Free markets are not something Southern Baptists ‘sanctify’ as if they were animists.  A free market is just people giving their time and property to each other.  If you don’t think that’s moral, then you must believe stealing and oppression is.

People have a God-given right to give and exchange what’s theirs.  They are obligated to use their gifts in a Christian way, but it is not your place to force them.  True charity (love) requires freedom.  Liberals don’t value love so they don’t understand freedom.  They want control, ‘equality,’ and materialist results.  The truths behind a free market are natural rights, not un-Catholic idols.

Moderate evangelicals, black Protestants, and Eastern Orthodox traditions cut across the two major parties. But since the Catholic Church spans the breadth and depth of America’s political landscape, it is important for Catholics to model Christian political engagement in a context of partisan and ideological polarization.

What?!

Robert McElroy, the newly installed Catholic bishop of San Diego, gave a brilliant speech last year about the moral dilemmas of partisanship. While acknowledging the parties’ role in nurturing mass participation in politics, he cautioned against the ways both parties can be hostile to human dignity and the common good.

No polarizing ‘partisan’ there, McElroy.

For the Christian citizen, parties pose a paradox. It is a good thing that we have ideologically distinct parties that will, when in power, pursue different policy goals. But when partisans — whether elected officials or ordinary voters — abandon their religious principles in order to fall in line with their party, Christian political engagement ceases to exist.

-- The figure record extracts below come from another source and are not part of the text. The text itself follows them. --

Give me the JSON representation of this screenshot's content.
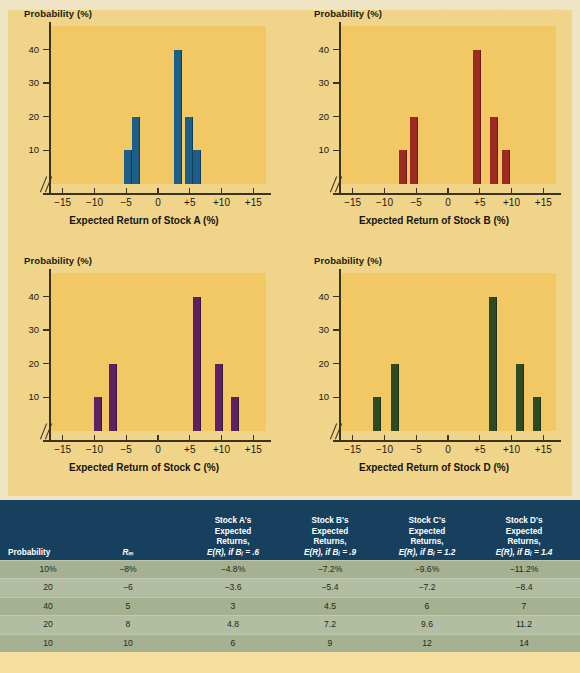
{
  "charts": [
    {
      "id": "stock-a",
      "ylabel": "Probability (%)",
      "xlabel": "Expected Return of Stock A (%)",
      "color": "#1d5f88",
      "yticks": [
        10,
        20,
        30,
        40
      ],
      "xticks": [
        "−15",
        "−10",
        "−5",
        "0",
        "+5",
        "+10",
        "+15"
      ],
      "xtickvals": [
        -15,
        -10,
        -5,
        0,
        5,
        10,
        15
      ],
      "chart_data": {
        "type": "bar",
        "title": "",
        "xlabel": "Expected Return of Stock A (%)",
        "ylabel": "Probability (%)",
        "x": [
          -4.8,
          -3.6,
          3,
          4.8,
          6
        ],
        "values": [
          10,
          20,
          40,
          20,
          10
        ],
        "xlim": [
          -17,
          17
        ],
        "ylim": [
          0,
          47
        ],
        "grid": false,
        "legend": "none"
      }
    },
    {
      "id": "stock-b",
      "ylabel": "Probability (%)",
      "xlabel": "Expected Return of Stock B (%)",
      "color": "#9c2b22",
      "yticks": [
        10,
        20,
        30,
        40
      ],
      "xticks": [
        "−15",
        "−10",
        "−5",
        "0",
        "+5",
        "+10",
        "+15"
      ],
      "xtickvals": [
        -15,
        -10,
        -5,
        0,
        5,
        10,
        15
      ],
      "chart_data": {
        "type": "bar",
        "title": "",
        "xlabel": "Expected Return of Stock B (%)",
        "ylabel": "Probability (%)",
        "x": [
          -7.2,
          -5.4,
          4.5,
          7.2,
          9
        ],
        "values": [
          10,
          20,
          40,
          20,
          10
        ],
        "xlim": [
          -17,
          17
        ],
        "ylim": [
          0,
          47
        ],
        "grid": false,
        "legend": "none"
      }
    },
    {
      "id": "stock-c",
      "ylabel": "Probability (%)",
      "xlabel": "Expected Return of Stock C (%)",
      "color": "#5b2162",
      "yticks": [
        10,
        20,
        30,
        40
      ],
      "xticks": [
        "−15",
        "−10",
        "−5",
        "0",
        "+5",
        "+10",
        "+15"
      ],
      "xtickvals": [
        -15,
        -10,
        -5,
        0,
        5,
        10,
        15
      ],
      "chart_data": {
        "type": "bar",
        "title": "",
        "xlabel": "Expected Return of Stock C (%)",
        "ylabel": "Probability (%)",
        "x": [
          -9.6,
          -7.2,
          6,
          9.6,
          12
        ],
        "values": [
          10,
          20,
          40,
          20,
          10
        ],
        "xlim": [
          -17,
          17
        ],
        "ylim": [
          0,
          47
        ],
        "grid": false,
        "legend": "none"
      }
    },
    {
      "id": "stock-d",
      "ylabel": "Probability (%)",
      "xlabel": "Expected Return of Stock D (%)",
      "color": "#2e4a21",
      "yticks": [
        10,
        20,
        30,
        40
      ],
      "xticks": [
        "−15",
        "−10",
        "−5",
        "0",
        "+5",
        "+10",
        "+15"
      ],
      "xtickvals": [
        -15,
        -10,
        -5,
        0,
        5,
        10,
        15
      ],
      "chart_data": {
        "type": "bar",
        "title": "",
        "xlabel": "Expected Return of Stock D (%)",
        "ylabel": "Probability (%)",
        "x": [
          -11.2,
          -8.4,
          7,
          11.2,
          14
        ],
        "values": [
          10,
          20,
          40,
          20,
          10
        ],
        "xlim": [
          -17,
          17
        ],
        "ylim": [
          0,
          47
        ],
        "grid": false,
        "legend": "none"
      }
    }
  ],
  "table": {
    "header_bg": "#17405f",
    "body_bg": "#aab597",
    "columns": [
      {
        "key": "probability",
        "lines": [
          "Probability"
        ],
        "align": "left"
      },
      {
        "key": "rm",
        "lines": [
          "Rₘ"
        ],
        "align": "center"
      },
      {
        "key": "a",
        "lines": [
          "Stock A's",
          "Expected",
          "Returns,",
          "E(R), if Bᵢ = .6"
        ],
        "align": "center"
      },
      {
        "key": "b",
        "lines": [
          "Stock B's",
          "Expected",
          "Returns,",
          "E(R), if Bᵢ = .9"
        ],
        "align": "center"
      },
      {
        "key": "c",
        "lines": [
          "Stock C's",
          "Expected",
          "Returns,",
          "E(R), if Bᵢ = 1.2"
        ],
        "align": "center"
      },
      {
        "key": "d",
        "lines": [
          "Stock D's",
          "Expected",
          "Returns,",
          "E(R), if Bᵢ = 1.4"
        ],
        "align": "center"
      }
    ],
    "rows": [
      [
        "10%",
        "−8%",
        "−4.8%",
        "−7.2%",
        "−9.6%",
        "−11.2%"
      ],
      [
        "20",
        "−6",
        "−3.6",
        "−5.4",
        "−7.2",
        "−8.4"
      ],
      [
        "40",
        "5",
        "3",
        "4.5",
        "6",
        "7"
      ],
      [
        "20",
        "8",
        "4.8",
        "7.2",
        "9.6",
        "11.2"
      ],
      [
        "10",
        "10",
        "6",
        "9",
        "12",
        "14"
      ]
    ]
  },
  "chart_data": [
    {
      "type": "bar",
      "title": "Expected Return of Stock A (%)",
      "xlabel": "Expected Return of Stock A (%)",
      "ylabel": "Probability (%)",
      "x": [
        -4.8,
        -3.6,
        3,
        4.8,
        6
      ],
      "values": [
        10,
        20,
        40,
        20,
        10
      ],
      "categories": [
        "-4.8",
        "-3.6",
        "3",
        "4.8",
        "6"
      ],
      "xlim": [
        -17,
        17
      ],
      "ylim": [
        0,
        47
      ],
      "yticks": [
        10,
        20,
        30,
        40
      ],
      "xticks": [
        -15,
        -10,
        -5,
        0,
        5,
        10,
        15
      ],
      "grid": false,
      "legend": "none",
      "color": "#1d5f88"
    },
    {
      "type": "bar",
      "title": "Expected Return of Stock B (%)",
      "xlabel": "Expected Return of Stock B (%)",
      "ylabel": "Probability (%)",
      "x": [
        -7.2,
        -5.4,
        4.5,
        7.2,
        9
      ],
      "values": [
        10,
        20,
        40,
        20,
        10
      ],
      "categories": [
        "-7.2",
        "-5.4",
        "4.5",
        "7.2",
        "9"
      ],
      "xlim": [
        -17,
        17
      ],
      "ylim": [
        0,
        47
      ],
      "yticks": [
        10,
        20,
        30,
        40
      ],
      "xticks": [
        -15,
        -10,
        -5,
        0,
        5,
        10,
        15
      ],
      "grid": false,
      "legend": "none",
      "color": "#9c2b22"
    },
    {
      "type": "bar",
      "title": "Expected Return of Stock C (%)",
      "xlabel": "Expected Return of Stock C (%)",
      "ylabel": "Probability (%)",
      "x": [
        -9.6,
        -7.2,
        6,
        9.6,
        12
      ],
      "values": [
        10,
        20,
        40,
        20,
        10
      ],
      "categories": [
        "-9.6",
        "-7.2",
        "6",
        "9.6",
        "12"
      ],
      "xlim": [
        -17,
        17
      ],
      "ylim": [
        0,
        47
      ],
      "yticks": [
        10,
        20,
        30,
        40
      ],
      "xticks": [
        -15,
        -10,
        -5,
        0,
        5,
        10,
        15
      ],
      "grid": false,
      "legend": "none",
      "color": "#5b2162"
    },
    {
      "type": "bar",
      "title": "Expected Return of Stock D (%)",
      "xlabel": "Expected Return of Stock D (%)",
      "ylabel": "Probability (%)",
      "x": [
        -11.2,
        -8.4,
        7,
        11.2,
        14
      ],
      "values": [
        10,
        20,
        40,
        20,
        10
      ],
      "categories": [
        "-11.2",
        "-8.4",
        "7",
        "11.2",
        "14"
      ],
      "xlim": [
        -17,
        17
      ],
      "ylim": [
        0,
        47
      ],
      "yticks": [
        10,
        20,
        30,
        40
      ],
      "xticks": [
        -15,
        -10,
        -5,
        0,
        5,
        10,
        15
      ],
      "grid": false,
      "legend": "none",
      "color": "#2e4a21"
    }
  ],
  "ghost_text": "the text that was omitted entirely because the rate in question is the expected return and the risk premium is based on the beta of the security. The value of the expected return will change over time. Expected return is the amount an investor anticipates receiving during a holding period. It is calculated by multiplying potential outcomes by the chances of them occurring and then totaling these results. The security market line reflects the required return for a given level of systematic risk measured by beta. Portfolios are evaluated in the same manner as individual securities."
}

Nothing serves the interests of political parties more than interest groups that use religious rhetoric to promote secular ideologies and add, “Thus saith the Lord.” And Washington is full of them.

So is the American hierarchy.  Mr. Lupfer closes:

Polarization challenges Catholics more acutely than it challenges many other religious adherents. They should seek ways to promote fuller expressions of their church’s humane teachings in both parties. In elevating principles above party loyalty, they can witness to their faith and model authentically Christian political engagement.

But you must have principles in the first place.